PCMA Annual Conference

Hybrid Mash-Up Studio at PCMA’s 2015 Convening Leaders conference

The Professional Convention Management Association “Convening Leaders” annual conference in January was a rousing success. It drew a record-setting 4,128 attendees to McCormick Place in Chicago and more than 1,000 online participants. 

At a media briefing during the event, PCMA President and CEO Deborah Sexton spoke about “risks” that PCMA has taken with its conference over the years, many of which have resulted in what’s considered standard conference programming today. “For example, the Learning Lounge came about three years ago because of a need to fill extra space at the arena of the MGM Grand in Las Vegas,” she said. The Learning Lounge, with TED-style sessions, has become hugely successful among attendees for its educational content and networking opportunities.

Similarly, Sexton said, when PCMA tried a hybrid conference, many told her she “was destroying our industry”; hybrids are the norm now. And PCMA’s popular daily e-newsletter, “News Junkie,” while not directly tied to Convening Leaders, bucked conventional wisdom at the time, which held that people wanted less, not more, of an organization’s presence in their inbox.

New Initiatives This Year

Risks at this year’s conference, Sexton said, included a Hybrid Mash-Up Studio, with live broadcasts by a single camera on a simple set streaming to the virtual Convening Leaders audience throughout the conference. Also, the session “Five Speakers to Watch” was new, and featured speakers who had been vetted by industry experts delivering 15-minute segments on motivation and leadership. 

After the conference, Sexton said both new initiatives seemed to work.

“More people used the Hybrid Mash-up Studio than ever imagined,” she said. Since the majority of the studio’s “walls” were acrylic and the camera was raised off the floor with a view of the larger conference area, viewers could not only see who was talking or presenting, but also what was going on in the background. “[Virtual participants] could see there is more to the event when you see all this networking,” Sexton said. “They see that they’re missing that face-to-face networking activity that is as critical as the learning.”

Moreover, the studio was economical; the camera could be flipped around from its focus on the set to zero in on the Learning Lounge theater for various presentations on the other side. 

Five Speakers to Watch was also well-received, Sexton said. “It had a two-fold purpose: to showcase new and affordable speakers with fees not exceeding $15,000, and to showcase speakers’ bureaus—important members who play an important role in the overall success of events.”

Evolution of the Learning Lounge 

The crowded Learning Lounge, which contained the studio as well as color-coded subject areas such as Tech Central and Meeting & Experience Design, continued to evolve. A hub for educational content and networking, the lounge offered presentations, group discussions and hands-on activities. 

This year the lounge was an integral part of the conference layout, near highly trafficked areas that led to general sessions and the lunch space. Sexton acknowledged that some of the smaller, more interactive sessions in the Learning Lounge were “oversold,” and if adjacent to another popular session, it was difficult for people to hear. “Sound bleed—we’re still working on it,” she said. “But we’ve improved.”

She also pointed out that the Educational Journey was new this year, and a risk. This was daylong, themed programming that began at a general conference session and carried over to a thought leader session, followed by industry-application and discussion sessions. Sexton said that while the audience for this may have been relatively small, the feedback was good.

Sexton also is assessing other aspects of the conference. PCMA removed programming from conference lunchtimes “because people like to network,” but that may change. And she’s mulling whether food stations work, and how long it takes people to get through buffet lines. 

International Growth

Next year’s Convening Leaders, in Vancouver, will pose a challenge with the time difference and the majority of attendees flying in from the East Coast and Chicago. Instead of 2 1/2 days, “we may extend to a full day, with a third reception, so people leave early the next morning instead of on the second day.”

Sexton always tells suppliers that even if the conference ends in the morning, “the greatest percentage of professional members is in attendance then. They pay for it and they stay for it. You’re making a mistake if you leave early because the audience is 80 percent professional members.”

Planners make up about half of conference attendees, Sexton said. “Sixty to 70 percent of our membership comes to PCMA.” (Members currently number about 6,500.) She said that Convening Leaders is attracting a growing global contingent—”not just suppliers, but qualified planners.” 

But “Convening Leaders is not about the numbers,” Sexton said. “It’s about education, engagement and the quality of attendees.”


Filter the entries for the word "swatch". Copy each line in which it occurs.

━━━━━━━━━━━━━━━━━━━━

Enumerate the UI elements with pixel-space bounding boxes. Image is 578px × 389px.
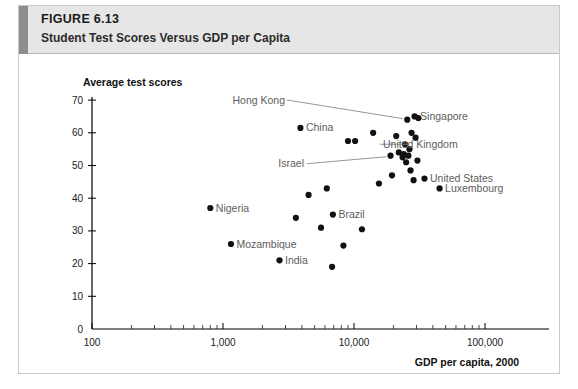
plot-area: 0102030405060701001,00010,000100,000Aver…	[19, 54, 561, 374]
data-point-dot	[407, 167, 413, 173]
data-point-dot	[330, 211, 336, 217]
data-point-dot	[318, 225, 324, 231]
x-tick-label: 10,000	[339, 337, 370, 348]
data-point-dot	[276, 257, 282, 263]
data-point	[359, 226, 365, 232]
data-point-dot	[228, 241, 234, 247]
figure-title: Student Test Scores Versus GDP per Capit…	[41, 31, 290, 45]
data-point-dot	[436, 185, 442, 191]
data-point-dot	[359, 226, 365, 232]
data-point	[318, 225, 324, 231]
data-point	[403, 159, 409, 165]
data-point-label: Mozambique	[236, 238, 296, 250]
scatter-plot-svg: 0102030405060701001,00010,000100,000Aver…	[19, 54, 561, 374]
data-point	[329, 264, 335, 270]
data-point-dot	[370, 130, 376, 136]
x-tick-label: 100	[84, 337, 101, 348]
data-point-dot	[297, 125, 303, 131]
hong-kong-leader-line	[287, 100, 403, 119]
data-point-dot	[414, 157, 420, 163]
data-point	[408, 130, 414, 136]
data-point-dot	[305, 192, 311, 198]
data-point-dot	[404, 117, 410, 123]
data-point	[407, 167, 413, 173]
data-point-label: Nigeria	[216, 202, 249, 214]
data-point	[345, 138, 351, 144]
y-tick-label: 70	[72, 95, 84, 106]
x-tick-label: 100,000	[467, 337, 504, 348]
data-point-dot	[345, 138, 351, 144]
data-point: India	[276, 254, 308, 266]
y-tick-label: 40	[72, 193, 84, 204]
data-point	[387, 153, 393, 159]
data-point-dot	[207, 205, 213, 211]
united-kingdom-label: United Kingdom	[383, 138, 458, 150]
figure-number-label: FIGURE 6.13	[41, 12, 119, 26]
data-point-dot	[403, 159, 409, 165]
hong-kong-label: Hong Kong	[232, 94, 285, 106]
x-tick-label: 1,000	[210, 337, 235, 348]
data-point-label: India	[285, 254, 308, 266]
y-tick-label: 50	[72, 160, 84, 171]
data-point	[410, 177, 416, 183]
y-tick-label: 10	[72, 291, 84, 302]
data-point: Brazil	[330, 208, 365, 220]
data-point	[370, 130, 376, 136]
data-point	[415, 115, 421, 121]
israel-leader-line	[307, 157, 387, 164]
data-point: Nigeria	[207, 202, 249, 214]
data-point-label: Singapore	[420, 110, 468, 122]
data-point-dot	[415, 115, 421, 121]
data-point	[305, 192, 311, 198]
header-accent-bar	[19, 6, 28, 54]
data-point	[414, 157, 420, 163]
data-point	[324, 185, 330, 191]
data-point-label: Luxembourg	[445, 182, 504, 194]
data-point	[352, 138, 358, 144]
y-tick-label: 0	[77, 324, 83, 335]
data-point-dot	[387, 153, 393, 159]
data-point-dot	[410, 177, 416, 183]
data-point-dot	[405, 153, 411, 159]
data-point-label: China	[306, 121, 334, 133]
israel-label: Israel	[278, 157, 304, 169]
data-point-dot	[352, 138, 358, 144]
data-point	[293, 215, 299, 221]
data-point-dot	[293, 215, 299, 221]
y-tick-label: 60	[72, 127, 84, 138]
data-point-dot	[408, 130, 414, 136]
data-point-dot	[329, 264, 335, 270]
data-point	[376, 180, 382, 186]
y-axis-title: Average test scores	[83, 76, 183, 88]
data-point: Mozambique	[228, 238, 297, 250]
y-tick-label: 20	[72, 258, 84, 269]
data-point-dot	[324, 185, 330, 191]
data-point	[340, 243, 346, 249]
y-tick-label: 30	[72, 225, 84, 236]
data-point-dot	[340, 243, 346, 249]
x-axis-title: GDP per capita, 2000	[415, 356, 519, 368]
data-point-label: Brazil	[338, 208, 364, 220]
data-point-dot	[421, 175, 427, 181]
data-point: Luxembourg	[436, 182, 503, 194]
data-point-dot	[376, 180, 382, 186]
data-point	[389, 172, 395, 178]
figure-container: FIGURE 6.13 Student Test Scores Versus G…	[18, 5, 560, 374]
figure-screenshot: FIGURE 6.13 Student Test Scores Versus G…	[0, 0, 578, 389]
data-point-dot	[389, 172, 395, 178]
data-point: China	[297, 121, 333, 133]
data-point	[404, 117, 410, 123]
data-point	[405, 153, 411, 159]
figure-header-band: FIGURE 6.13 Student Test Scores Versus G…	[19, 6, 559, 54]
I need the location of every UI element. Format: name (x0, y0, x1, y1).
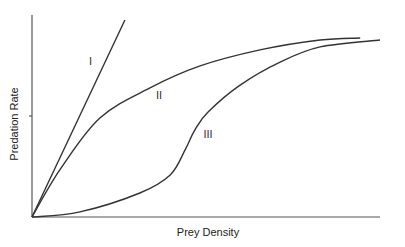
curve-type-i (32, 20, 125, 217)
curve-label-i: I (89, 55, 92, 67)
curve-label-iii: III (204, 128, 213, 140)
x-axis-label: Prey Density (177, 226, 240, 238)
curves (32, 20, 380, 217)
curve-label-ii: II (156, 89, 162, 101)
chart: IIIIII Prey Density Predation Rate (0, 0, 405, 247)
y-axis-label: Predation Rate (8, 87, 20, 160)
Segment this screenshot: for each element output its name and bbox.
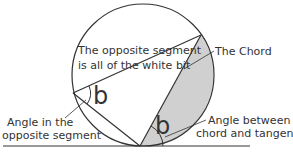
label-chord: The Chord xyxy=(214,45,272,58)
label-angle-opposite-1: Angle in the xyxy=(7,116,74,129)
label-opposite-segment-1: The opposite segment xyxy=(77,44,202,57)
label-angle-opposite-2: opposite segment xyxy=(2,129,102,142)
label-angle-tangent-2: chord and tangent xyxy=(196,127,293,140)
angle-arc-left xyxy=(87,86,91,104)
angle-b-left: b xyxy=(93,82,108,110)
circle-theorem-diagram: b b The opposite segment is all of the w… xyxy=(0,0,293,155)
label-angle-tangent-1: Angle between xyxy=(208,114,290,127)
label-opposite-segment-2: is all of the white bit xyxy=(78,59,191,72)
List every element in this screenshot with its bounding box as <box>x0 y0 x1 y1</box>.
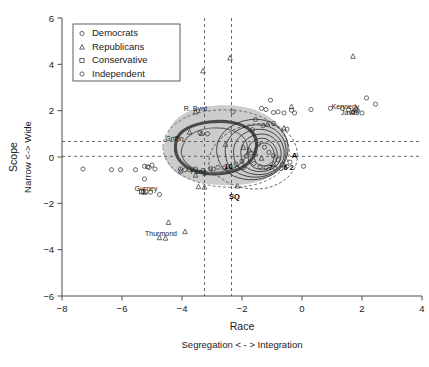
y-tick-label: 2 <box>49 105 54 116</box>
point-label: SQ <box>229 192 240 201</box>
x-tick-label: −2 <box>237 303 248 314</box>
x-tick-label: −6 <box>117 303 128 314</box>
x-tick-label: 4 <box>419 303 424 314</box>
point-label: 6 <box>283 163 287 172</box>
point-label: A <box>292 151 298 160</box>
chart-figure: R. ByrdGriffinFongGurneyThurmondKennedyJ… <box>0 0 429 367</box>
point-label: Thurmond <box>145 230 177 237</box>
scatter-plot-svg: R. ByrdGriffinFongGurneyThurmondKennedyJ… <box>0 0 429 367</box>
x-axis-title: Race <box>230 320 255 332</box>
y-tick-label: 6 <box>49 13 54 24</box>
y-tick-label: 4 <box>49 59 54 70</box>
point-label: 2 <box>289 163 293 172</box>
x-tick-label: 0 <box>299 303 304 314</box>
point-label: R. Byrd <box>184 105 207 113</box>
point-label: Griffin <box>165 135 184 142</box>
x-tick-label: −8 <box>57 303 68 314</box>
y-tick-label: −4 <box>43 244 54 255</box>
legend-label: Republicans <box>92 41 145 52</box>
legend-label: Democrats <box>92 27 138 38</box>
y-axis-title: Scope <box>7 142 19 172</box>
point-label: Javits <box>341 109 359 116</box>
y-tick-label: −2 <box>43 198 54 209</box>
point-label: Gurney <box>135 185 158 193</box>
y-tick-label: 0 <box>49 152 54 163</box>
point-label: 7 <box>268 163 272 172</box>
y-tick-label: −6 <box>43 291 54 302</box>
point-label: Fong <box>191 168 207 176</box>
x-axis-subtitle: Segregation < - > Integration <box>182 339 303 350</box>
legend: DemocratsRepublicansConservativeIndepend… <box>73 24 180 81</box>
legend-label: Conservative <box>92 54 147 65</box>
y-axis-subtitle: Narrow <-> Wide <box>22 121 33 193</box>
x-tick-label: 2 <box>359 303 364 314</box>
legend-label: Independent <box>92 68 145 79</box>
x-tick-label: −4 <box>177 303 188 314</box>
point-label: 10 <box>224 162 232 171</box>
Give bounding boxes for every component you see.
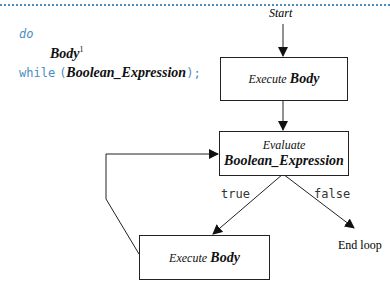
execute-verb: Execute — [249, 72, 287, 86]
false-label: false — [314, 187, 350, 201]
execute-body-box-top: Execute Body — [220, 57, 348, 101]
execute-verb: Execute — [169, 251, 207, 265]
evaluate-box: Evaluate Boolean_Expression — [219, 131, 349, 176]
execute-noun: Body — [290, 71, 320, 86]
end-loop-label: End loop — [338, 238, 382, 253]
true-label: true — [221, 187, 250, 201]
execute-noun: Body — [210, 250, 240, 265]
execute-body-box-bottom: Execute Body — [139, 235, 270, 280]
evaluate-condition: Boolean_Expression — [224, 153, 344, 169]
evaluate-verb: Evaluate — [263, 138, 306, 153]
start-label: Start — [269, 6, 292, 21]
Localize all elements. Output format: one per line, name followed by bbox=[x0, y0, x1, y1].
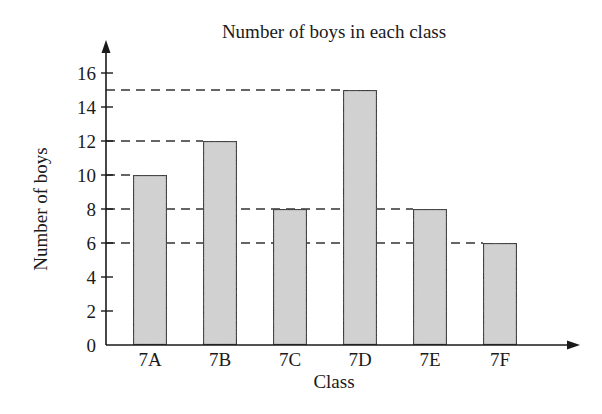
y-tick-label: 0 bbox=[87, 335, 97, 356]
x-axis-label: Class bbox=[313, 371, 354, 392]
y-axis: 0246810121416 bbox=[77, 40, 113, 356]
y-tick-label: 8 bbox=[87, 199, 97, 220]
bar-7a bbox=[133, 175, 167, 345]
x-tick-label: 7D bbox=[348, 349, 371, 370]
x-tick-label: 7E bbox=[419, 349, 440, 370]
y-tick-label: 12 bbox=[77, 131, 96, 152]
y-tick-label: 4 bbox=[87, 267, 97, 288]
x-tick-labels: 7A7B7C7D7E7F bbox=[138, 349, 510, 370]
bar-7f bbox=[483, 243, 517, 345]
chart-title: Number of boys in each class bbox=[222, 21, 446, 42]
y-tick-label: 16 bbox=[77, 63, 96, 84]
y-tick-label: 6 bbox=[87, 233, 97, 254]
x-axis: 7A7B7C7D7E7F bbox=[106, 341, 580, 371]
bar-chart: Number of boys in each class 02468101214… bbox=[0, 0, 602, 414]
bar-7b bbox=[203, 141, 237, 345]
x-tick-label: 7A bbox=[138, 349, 162, 370]
y-tick-label: 10 bbox=[77, 165, 96, 186]
y-axis-label: Number of boys bbox=[30, 147, 51, 270]
x-tick-label: 7B bbox=[209, 349, 231, 370]
x-axis-arrow-icon bbox=[567, 341, 580, 350]
y-ticks: 0246810121416 bbox=[77, 63, 113, 356]
bar-7c bbox=[273, 209, 307, 345]
x-tick-label: 7C bbox=[279, 349, 301, 370]
bars bbox=[133, 90, 517, 345]
x-tick-label: 7F bbox=[490, 349, 510, 370]
bar-7d bbox=[343, 90, 377, 345]
y-axis-arrow-icon bbox=[102, 40, 111, 53]
y-tick-label: 2 bbox=[87, 301, 97, 322]
y-tick-label: 14 bbox=[77, 97, 97, 118]
bar-7e bbox=[413, 209, 447, 345]
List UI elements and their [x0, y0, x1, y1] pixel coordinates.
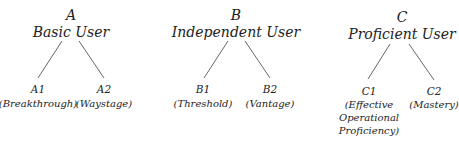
link-b-b2	[245, 41, 270, 78]
link-a-a1	[38, 41, 62, 78]
sublevel-label: A2	[97, 84, 111, 95]
description-line: Operational	[339, 111, 400, 124]
group-title: Basic User	[33, 25, 110, 39]
group-title: Proficient User	[348, 27, 456, 41]
link-a-a2	[79, 41, 104, 78]
sublevel-description: (Breakthrough)	[0, 97, 77, 110]
sublevel-description: (Waystage)	[76, 97, 132, 110]
level-label: B	[231, 8, 241, 22]
level-label: A	[66, 8, 76, 22]
link-c-c2	[409, 44, 434, 80]
level-label: C	[397, 10, 408, 24]
description-line: Proficiency)	[339, 124, 400, 137]
sublevel-description: (Mastery)	[409, 98, 459, 111]
sublevel-description: (Effective Operational Proficiency)	[339, 98, 400, 137]
sublevel-label: C1	[362, 86, 377, 97]
sublevel-label: A1	[31, 84, 45, 95]
description-line: (Effective	[339, 98, 400, 111]
link-b-b1	[204, 41, 228, 78]
group-title: Independent User	[172, 25, 300, 39]
sublevel-label: B2	[263, 84, 277, 95]
sublevel-label: B1	[196, 84, 210, 95]
link-c-c1	[368, 44, 390, 79]
sublevel-label: C2	[427, 86, 442, 97]
sublevel-description: (Threshold)	[174, 97, 233, 110]
sublevel-description: (Vantage)	[246, 97, 295, 110]
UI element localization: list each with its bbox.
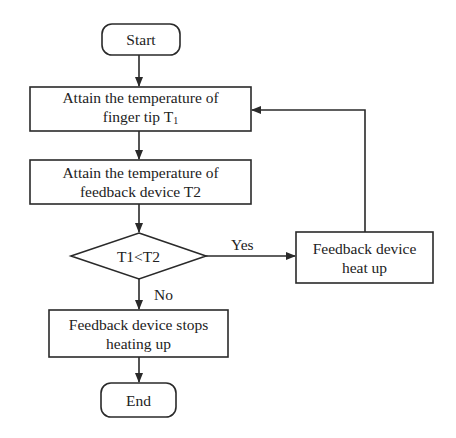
stop-heating-line1: Feedback device stops	[69, 315, 208, 334]
get-t2-line1: Attain the temperature of	[62, 163, 218, 182]
flowchart-shapes	[0, 0, 456, 438]
get-t1-line2: finger tip T1	[103, 107, 178, 130]
start-label: Start	[126, 30, 155, 49]
heat-up-node: Feedback device heat up	[296, 232, 433, 283]
get-t1-subscript: 1	[173, 115, 178, 126]
get-t2-line2: feedback device T2	[80, 182, 201, 201]
end-node: End	[101, 383, 176, 417]
yes-edge-label: Yes	[231, 236, 254, 254]
arrow-loop-heat-up-to-t1	[252, 110, 365, 232]
start-node: Start	[102, 24, 180, 55]
flowchart-canvas: Start Attain the temperature of finger t…	[0, 0, 456, 438]
decision-node: T1<T2	[71, 233, 206, 279]
stop-heating-node: Feedback device stops heating up	[49, 310, 228, 357]
decision-label: T1<T2	[117, 247, 160, 266]
heat-up-line2: heat up	[342, 258, 387, 277]
get-t1-node: Attain the temperature of finger tip T1	[30, 87, 251, 131]
get-t2-node: Attain the temperature of feedback devic…	[30, 160, 251, 204]
stop-heating-line2: heating up	[106, 334, 171, 353]
end-label: End	[126, 391, 151, 410]
heat-up-line1: Feedback device	[313, 239, 417, 258]
get-t1-line2-text: finger tip T	[103, 108, 173, 125]
get-t1-line1: Attain the temperature of	[62, 88, 218, 107]
no-edge-label: No	[154, 286, 173, 304]
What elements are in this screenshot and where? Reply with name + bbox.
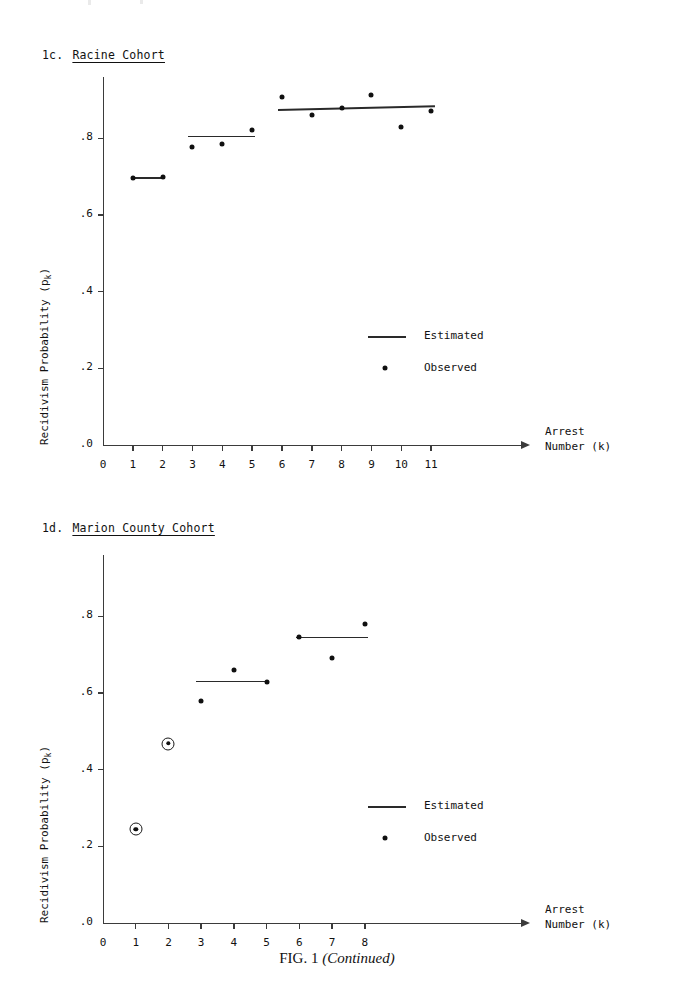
observed-point — [399, 125, 404, 130]
x-axis-tick-label: 7 — [297, 458, 327, 471]
x-axis-tick — [341, 445, 342, 451]
observed-point — [160, 175, 165, 180]
y-axis-tick — [98, 214, 104, 215]
y-axis-tick-label: .0 — [55, 915, 93, 928]
legend-row: Estimated — [368, 798, 538, 814]
observed-point — [330, 655, 335, 660]
y-axis-tick — [98, 291, 104, 292]
x-axis-title: ArrestNumber (k) — [545, 902, 611, 932]
observed-point — [130, 175, 135, 180]
x-axis-title-line2: Number (k) — [545, 439, 611, 454]
chart-1d: .0.2.4.6.8012345678Recidivism Probabilit… — [0, 480, 674, 950]
y-axis-title-text: Recidivism Probability (p — [38, 279, 51, 445]
legend-row: Observed — [368, 830, 538, 846]
estimated-line-segment — [296, 637, 368, 639]
x-axis-tick-label: 10 — [386, 458, 416, 471]
legend-label: Estimated — [424, 798, 484, 814]
x-axis-tick-label: 6 — [267, 458, 297, 471]
observed-point-ringed — [162, 737, 175, 750]
legend-line-swatch — [368, 336, 406, 338]
x-axis-tick-label: 5 — [252, 936, 282, 949]
y-axis-tick — [98, 368, 104, 369]
y-axis-line — [103, 77, 104, 446]
figure-page: 1c.Racine Cohort .0.2.4.6.80123456789101… — [0, 0, 674, 992]
observed-point — [362, 622, 367, 627]
x-axis-tick-label: 3 — [186, 936, 216, 949]
x-axis-tick — [266, 923, 267, 929]
y-axis-line — [103, 555, 104, 924]
y-axis-tick-label: .2 — [55, 838, 93, 851]
y-axis-tick-label: .4 — [55, 284, 93, 297]
x-axis-title-line2: Number (k) — [545, 917, 611, 932]
observed-point — [250, 127, 255, 132]
x-axis-tick-label: 9 — [356, 458, 386, 471]
x-axis-tick-label: 0 — [88, 936, 118, 949]
y-axis-tick — [98, 616, 104, 617]
y-axis-title-close: ) — [38, 746, 51, 753]
legend-label: Estimated — [424, 328, 484, 344]
x-axis-tick — [401, 445, 402, 451]
y-axis-title-text: Recidivism Probability (p — [38, 757, 51, 923]
y-axis-tick — [98, 846, 104, 847]
chart-1c: .0.2.4.6.801234567891011Recidivism Proba… — [0, 0, 674, 480]
x-axis-title-line1: Arrest — [545, 424, 611, 439]
x-axis-tick — [162, 445, 163, 451]
x-axis-tick-label: 2 — [148, 458, 178, 471]
x-axis-tick — [364, 923, 365, 929]
x-axis-tick-label: 1 — [118, 458, 148, 471]
x-axis-tick-label: 4 — [207, 458, 237, 471]
x-axis-tick-label: 8 — [327, 458, 357, 471]
x-axis-tick — [192, 445, 193, 451]
x-axis-tick-label: 7 — [317, 936, 347, 949]
y-axis-tick — [98, 138, 104, 139]
x-axis-arrow — [521, 441, 530, 449]
observed-point — [339, 106, 344, 111]
y-axis-tick — [98, 692, 104, 693]
x-axis-title-line1: Arrest — [545, 902, 611, 917]
x-axis-tick — [371, 445, 372, 451]
y-axis-tick-label: .6 — [55, 685, 93, 698]
x-axis-tick-label: 1 — [121, 936, 151, 949]
observed-point — [429, 109, 434, 114]
x-axis-arrow — [521, 919, 530, 927]
observed-point — [190, 145, 195, 150]
figure-continued: (Continued) — [322, 950, 395, 966]
y-axis-tick-label: .0 — [55, 437, 93, 450]
estimated-line-segment — [188, 136, 255, 138]
estimated-line-segment — [277, 105, 434, 110]
legend-label: Observed — [424, 360, 477, 376]
observed-point — [264, 679, 269, 684]
x-axis-line — [103, 923, 521, 924]
figure-label: FIG. 1 — [279, 950, 318, 966]
legend-line-swatch — [368, 806, 406, 808]
observed-point — [369, 93, 374, 98]
observed-point — [297, 635, 302, 640]
y-axis-tick — [98, 769, 104, 770]
y-axis-title: Recidivism Probability (pk) — [37, 268, 56, 445]
x-axis-tick-label: 5 — [237, 458, 267, 471]
x-axis-tick — [331, 923, 332, 929]
x-axis-tick-label: 6 — [284, 936, 314, 949]
x-axis-tick — [222, 445, 223, 451]
y-axis-title-close: ) — [38, 268, 51, 275]
observed-point-ringed — [129, 823, 142, 836]
figure-caption: FIG. 1 (Continued) — [0, 950, 674, 967]
x-axis-tick — [200, 923, 201, 929]
x-axis-title: ArrestNumber (k) — [545, 424, 611, 454]
x-axis-tick-label: 3 — [177, 458, 207, 471]
observed-point — [231, 668, 236, 673]
legend-label: Observed — [424, 830, 477, 846]
observed-point — [199, 698, 204, 703]
x-axis-tick-label: 11 — [416, 458, 446, 471]
y-axis-title-subscript: k — [44, 275, 53, 280]
x-axis-tick — [132, 445, 133, 451]
x-axis-tick — [233, 923, 234, 929]
observed-point — [220, 142, 225, 147]
legend-row: Observed — [368, 360, 538, 376]
x-axis-tick-label: 8 — [350, 936, 380, 949]
x-axis-tick-label: 2 — [153, 936, 183, 949]
x-axis-tick — [168, 923, 169, 929]
x-axis-tick — [299, 923, 300, 929]
legend-dot-swatch — [383, 836, 388, 841]
y-axis-tick-label: .8 — [55, 608, 93, 621]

━━━━━━━━━━━━━━━━━━━━

Exercise output:
legend-line-swatch — [368, 336, 406, 338]
legend-line-swatch — [368, 806, 406, 808]
legend-dot-swatch — [383, 836, 388, 841]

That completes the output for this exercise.